Sir, Jenin


Sir is a Palestinian town in the Jenin Governorate in the western area of the West Bank, located 18 kilometers south of Jenin. According to the Palestinian Central Bureau of Statistics, the town had a population of 769 inhabitants in mid-year 2006.

Location

Sir is located on the southern part of Marj Sanur, together with Meithalun.

History

noted: "The ruin west of the village has the appearance of an ancient site. Foundations, cisterns cut in the rock, and heaps of stones among bushes."
Pottery sherds from the Persian, early and late Roman, and Byzantine eras have been found here.
A Crusader estate named Casale Syrorum, whose rights were affirmed in the year 1165/1166 CE by Amalric of Jerusalem, was located here.

Ottoman era

Sir, like the rest of Palestine, was incorporated into the Ottoman Empire in 1517, and in the census of 1596 it was a part of the nahiya of Jabal Sami which was under the administration of the Nablus Sanjak.
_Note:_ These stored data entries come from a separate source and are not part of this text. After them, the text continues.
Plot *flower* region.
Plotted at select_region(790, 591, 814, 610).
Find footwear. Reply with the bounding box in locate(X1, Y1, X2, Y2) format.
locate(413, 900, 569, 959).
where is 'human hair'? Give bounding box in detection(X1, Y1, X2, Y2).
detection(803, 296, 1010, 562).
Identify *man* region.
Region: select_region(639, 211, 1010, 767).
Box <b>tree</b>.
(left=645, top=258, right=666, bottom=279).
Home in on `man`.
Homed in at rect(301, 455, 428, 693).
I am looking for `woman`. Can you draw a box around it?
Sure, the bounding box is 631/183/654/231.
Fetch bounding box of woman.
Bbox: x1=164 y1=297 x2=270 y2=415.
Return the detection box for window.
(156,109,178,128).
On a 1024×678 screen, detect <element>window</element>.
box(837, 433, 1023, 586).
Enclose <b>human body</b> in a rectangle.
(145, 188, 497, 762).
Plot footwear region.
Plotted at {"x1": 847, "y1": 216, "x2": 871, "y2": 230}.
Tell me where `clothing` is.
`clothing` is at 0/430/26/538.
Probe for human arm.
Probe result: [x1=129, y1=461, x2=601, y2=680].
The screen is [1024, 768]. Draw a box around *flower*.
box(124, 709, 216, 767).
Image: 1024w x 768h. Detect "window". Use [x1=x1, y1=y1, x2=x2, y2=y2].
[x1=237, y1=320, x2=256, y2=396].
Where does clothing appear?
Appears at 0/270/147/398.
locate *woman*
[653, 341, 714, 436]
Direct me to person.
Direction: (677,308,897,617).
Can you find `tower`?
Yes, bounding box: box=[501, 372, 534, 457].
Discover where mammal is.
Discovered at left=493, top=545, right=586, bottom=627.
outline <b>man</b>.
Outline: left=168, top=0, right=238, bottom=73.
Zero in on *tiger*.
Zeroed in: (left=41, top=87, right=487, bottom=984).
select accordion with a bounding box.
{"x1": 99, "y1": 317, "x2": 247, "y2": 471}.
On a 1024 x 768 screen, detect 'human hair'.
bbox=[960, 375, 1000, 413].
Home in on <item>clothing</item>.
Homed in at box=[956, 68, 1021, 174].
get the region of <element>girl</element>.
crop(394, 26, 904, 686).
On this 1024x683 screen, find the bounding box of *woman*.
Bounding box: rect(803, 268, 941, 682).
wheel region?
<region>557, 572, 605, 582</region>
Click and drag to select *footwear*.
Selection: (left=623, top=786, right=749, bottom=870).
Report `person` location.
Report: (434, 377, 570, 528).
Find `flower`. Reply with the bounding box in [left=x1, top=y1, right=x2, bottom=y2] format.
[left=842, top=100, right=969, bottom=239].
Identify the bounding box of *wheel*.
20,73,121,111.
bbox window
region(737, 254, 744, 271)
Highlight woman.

The village had a population of 31 households and 4 bachelors, all Muslim. The villagers paid a fixed tax-rate of 33,3% on agricultural products, such as wheat, barley, summer crops, olive trees, beehives and/or goats, in addition to occasional revenues, a tax for people of liwa Nablus, and a press for olive oil or grape syrup; a total of 7,832 akçe.
In 1870, Victor Guérin noted it as a small village on a high hill. There were many cisterns and tombs cut out from the rock, which convinced Guérin that the place was ancient. The inhabitant, which numbered 150, had a mosque.
In 1882, the PEF's Survey of Western Palestine described Sir as: "A small village on a knoll amid brushwood, with a large house on the west."

British Mandate era

In the 1922 census of Palestine, conducted by the British Mandate authorities, Sir had 194 Muslims inhabitants, increasing in the 1931 census to 233; 2 Christians and 231 Muslims, in a total of 42 houses.
In the 1945 statistics the population of Sir was 290, all Muslims, with 12,499 dunams of land, according to an official land and population survey. Of this, 1,908 dunams were used for plantations and irrigable land, 6,045 dunams for cereals, while 10 dunams were built-up land and 4,536 dunams were classified as "non-cultivable".

Jordanian era

In the wake of the 1948 Arab–Israeli War, and after the 1949 Armistice Agreements, Sir came under Jordanian rule.
The Jordanian census of 1961 found 470 inhabitants.

Post-1967

Since the Six-Day War in 1967, Sir has been under Israeli occupation.